Permalink 06:27:02 am, Categories: Voices, 2725 words    

Gaza: Where the children are forbidden happiness

eileen fleming

Gaza City– On February 23, 2008, three Palestinian men picnicking in a field in the northern Gaza Strip were killed Saturday by an Israeli tank missile. The Israeli military confirmed the cross-border attack near the city of Beit Hanoun but claimed it targeted Palestinian militants on their way to fire mortar shells at Israel. Israel frequently carries out missile strikes and raids against militants in the the Gaza Strip believing this will end the near-daily rocket fire, which has killed 12 Israelis in the last seven years. According to B'Tselem, an Israeli human rights group Israeli missiles have killed 137 Palestinians in Gaza last year, 28 were civilians and since January, 79 were killed by the Israeli military. http://www.latimes.com/news/nationworld/world/mideastemail/la-fg-gaza24feb24,0,4640755.story

John Holmes, the UN under-secretary-general for humanitarian affairs wrapped up a five day trip to Israel and occupied Palestine on February 18, 2008. Holmes told reporters in Jerusalem of his shock by the "grim and miserable" situation in the Gaza Strip, and called for the opening of crossing points and condemned the rocket attacks on Sderot.

"The conditions in Gaza are grim and miserable and are not in accordance with the standards of human dignity…These victims here are innocent civilians. There is no time to lose in putting an end to this vicious circle of violence."

He expressed concern about the quality and availability of water and food, especially amongst children and disagreed with Israeli policy to cut back on power and fuel supplies to Gaza, calling Israel's measures "collectively penalize an entire population" and that the medical sector is "teetering on the edge of viability" and "private industry has more or less collapsed." http://www.irinnews.org/Report.aspx?ReportId=76829

"Israeli Prime Minister Ehud Olmert strongly defended the blockade. He told legislators from his Kadima Party he will not allow a humanitarian crisis to develop. But he said Gaza's residents won't be able to live a "pleasant and comfortable life" as long as southern Israel is under rocket attack. "As far as I'm concerned, Gaza residents will walk, without gas for their cars, because they have a murderous, terrorist regime that doesn't let people in southern Israel live in peace," Olmert said. http://news.yahoo.com/s/ap/20080121/ap_on_re_mi_ea/israel_palestinians

On February 24, 2008, I phoned Guss, a civil engineer in Gaza City who informed me, "Lately we have been receiving two days of electricity for about 12 hours a day, but on the third day we are without any power. Most all the gas stations have been closed for the last three days because they are out of gas…The children go to school but they are not cheerful.

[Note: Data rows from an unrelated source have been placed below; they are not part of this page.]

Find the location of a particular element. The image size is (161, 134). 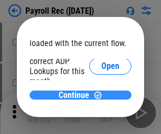

button: ContinueContinue is located at coordinates (80, 95).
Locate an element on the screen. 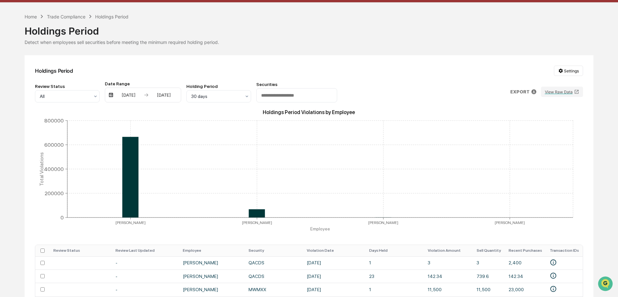 The height and width of the screenshot is (297, 618). div: Date Range is located at coordinates (143, 84).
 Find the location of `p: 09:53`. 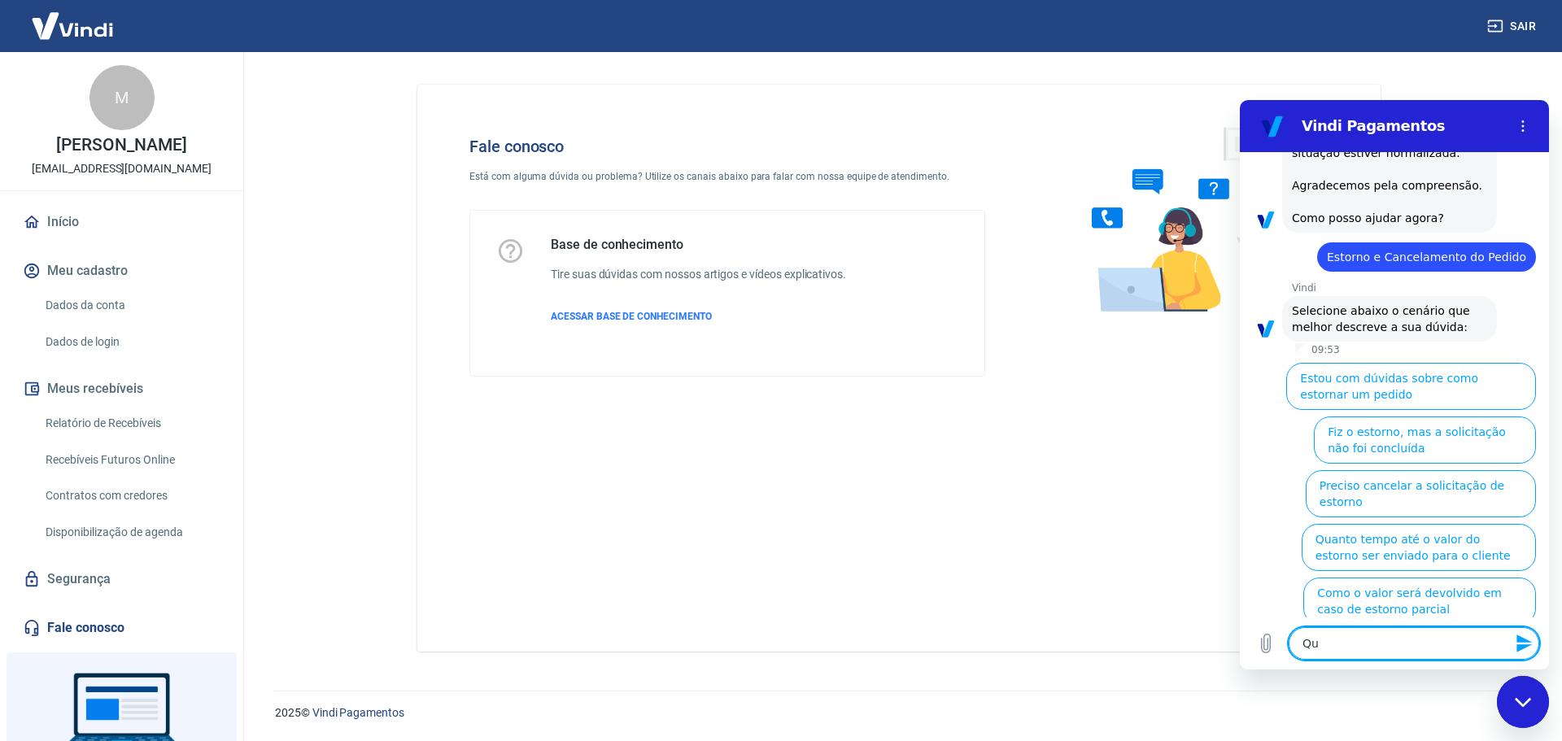

p: 09:53 is located at coordinates (85, 250).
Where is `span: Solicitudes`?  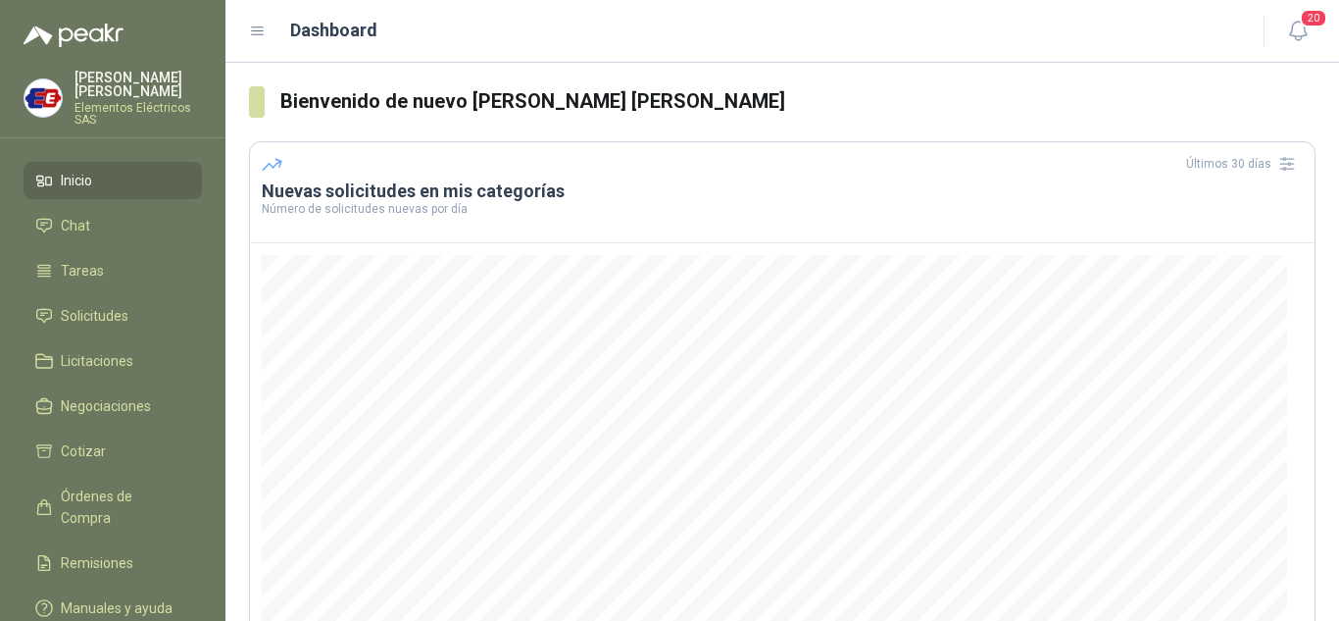
span: Solicitudes is located at coordinates (94, 316).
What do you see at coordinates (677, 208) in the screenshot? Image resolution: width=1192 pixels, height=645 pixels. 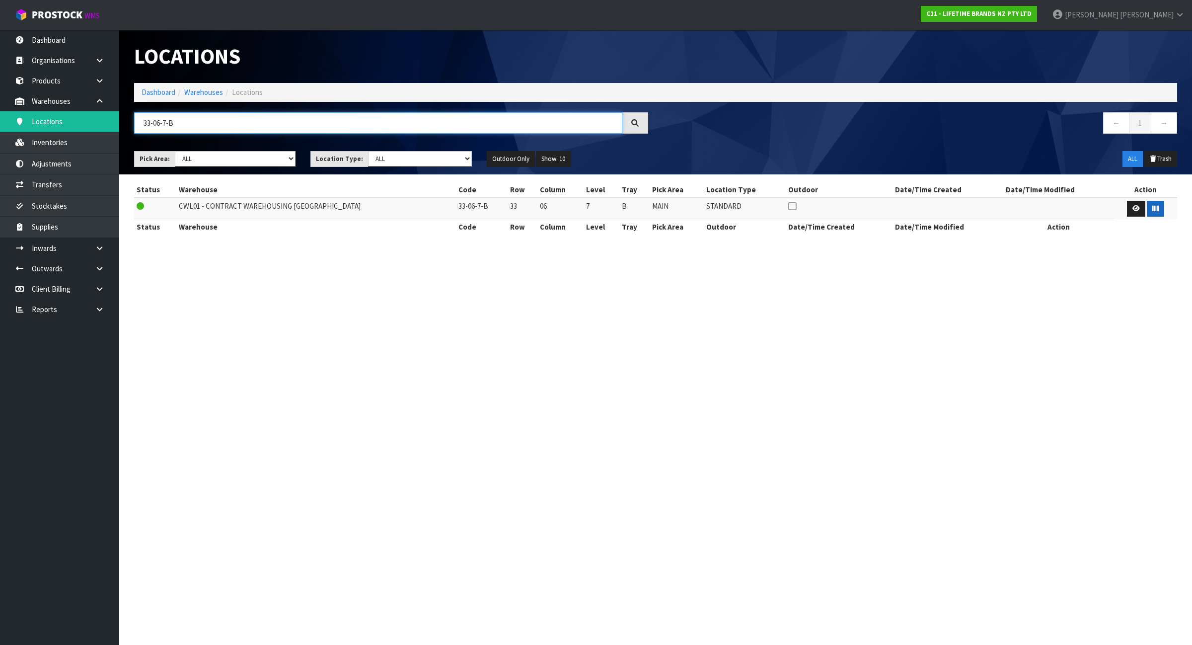 I see `td: MAIN` at bounding box center [677, 208].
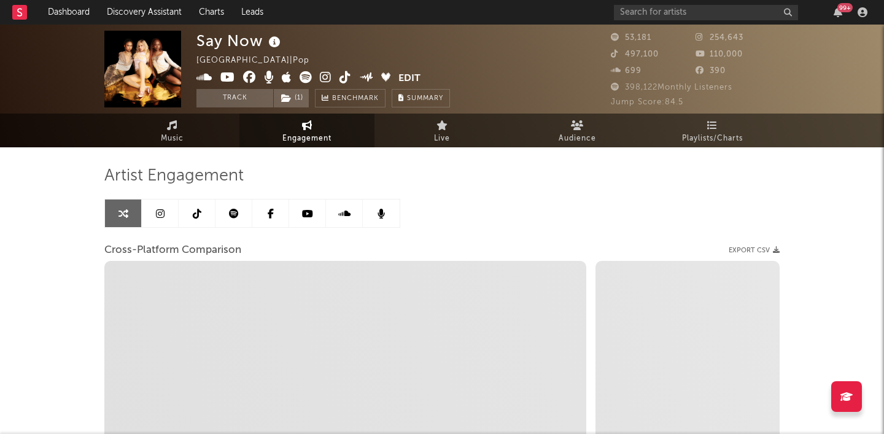  I want to click on div: Say Now, so click(240, 40).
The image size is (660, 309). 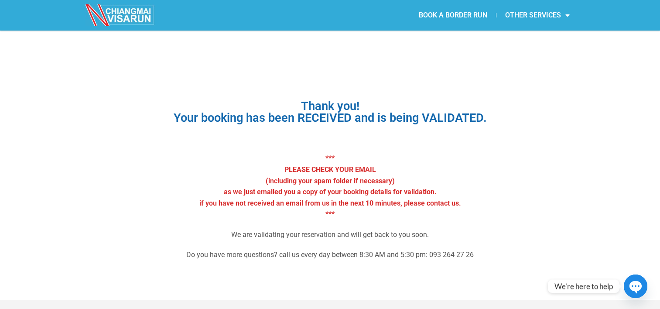 What do you see at coordinates (330, 203) in the screenshot?
I see `strong: as we just emailed you a copy of your booking details for validation. if you have not received an...` at bounding box center [330, 203].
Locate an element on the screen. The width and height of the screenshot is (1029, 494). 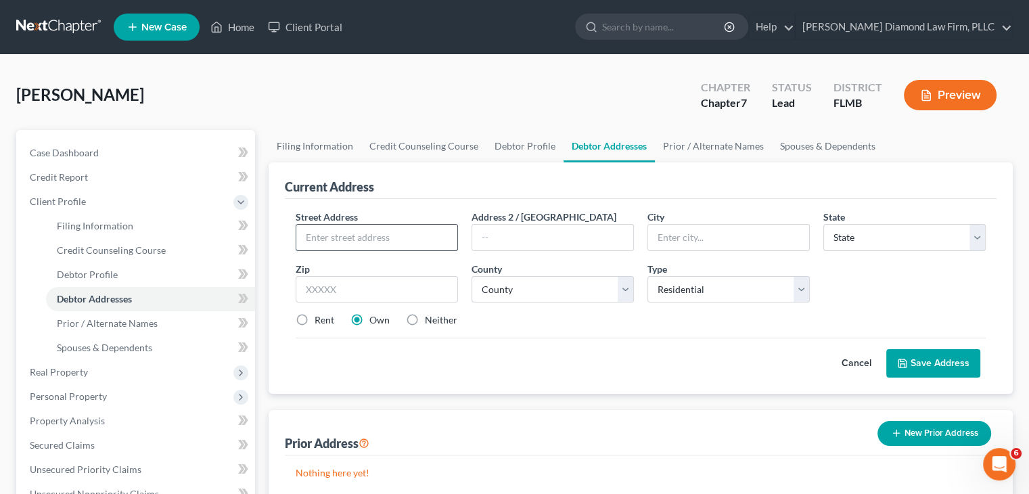
span: Client Profile is located at coordinates (58, 201).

You can see it in their eyes something is very wrong. When the boys play, they play war games and fight each other pretending to be Hamas or Israelis. They make weapons out of sticks of wood and are getting more aggressive. The girls spend their time helping their mothers and doing housework. They are forbidden happiness, they are afraid of the dark and parents are loosing patience and yelling instead of talking…Yesterday all over Gaza City people peacefully demonstrated against the siege but we are feeling like nobody is listening. Every action requires reaction not words and inaction."

On February 24, 2008, I received an email from Jerusalem, sent by Reverend Bob and Maurine Tobin who are leaders for SABEEL's [Arabic for THE WAY] Feb. 28-March 7th's reality tour through the West Bank and Israel to mark and commemorate:

• 90 years since the Balfour Declaration

• 60 years since the Nakba and the founding of the state of Israel

• 40 years of Occupation

• 25 years since Sabra/Shatila

• 20 years since the First Intifada

• 5 years of the Apartheid Wall

The Tobin's wrote:

[We] spent Wednesday in Gaza…Please keep the people of Gaza in your prayers as Israel is preparing to launch a wide scale ground operation there…Collective punishment on this scale is truly beyond comprehension…

…We went to visit Al Ahli Arab Hospital in Gaza City on Wednesday, 20 February, our first visit in almost a year…The first thing that struck us was the near emptiness of the huge Israeli "terminal" that one passes through – we saw no one else entering and passed only one emaciated man in a wheelchair seeking to exit. He is apparently one of the very few to obtain a permit for medical care, while more than 80 have died in the past few weeks while trying to exit for health reasons. We made our way through the endless gates and turnstiles and then waited in the cement enclosure until a huge metal door finally slid open and let us enter the long tunnel that leads to "no man's land."

There are no human beings visible anywhere, so we simply have to wait until the magic door opens! Since our previous visit, the last quarter mile of the tunnel has been destroyed (reportedly in fighting between Hamas and Fateh), so we picked our way through marshy mud until we finally reached the gate on the Palestinian side.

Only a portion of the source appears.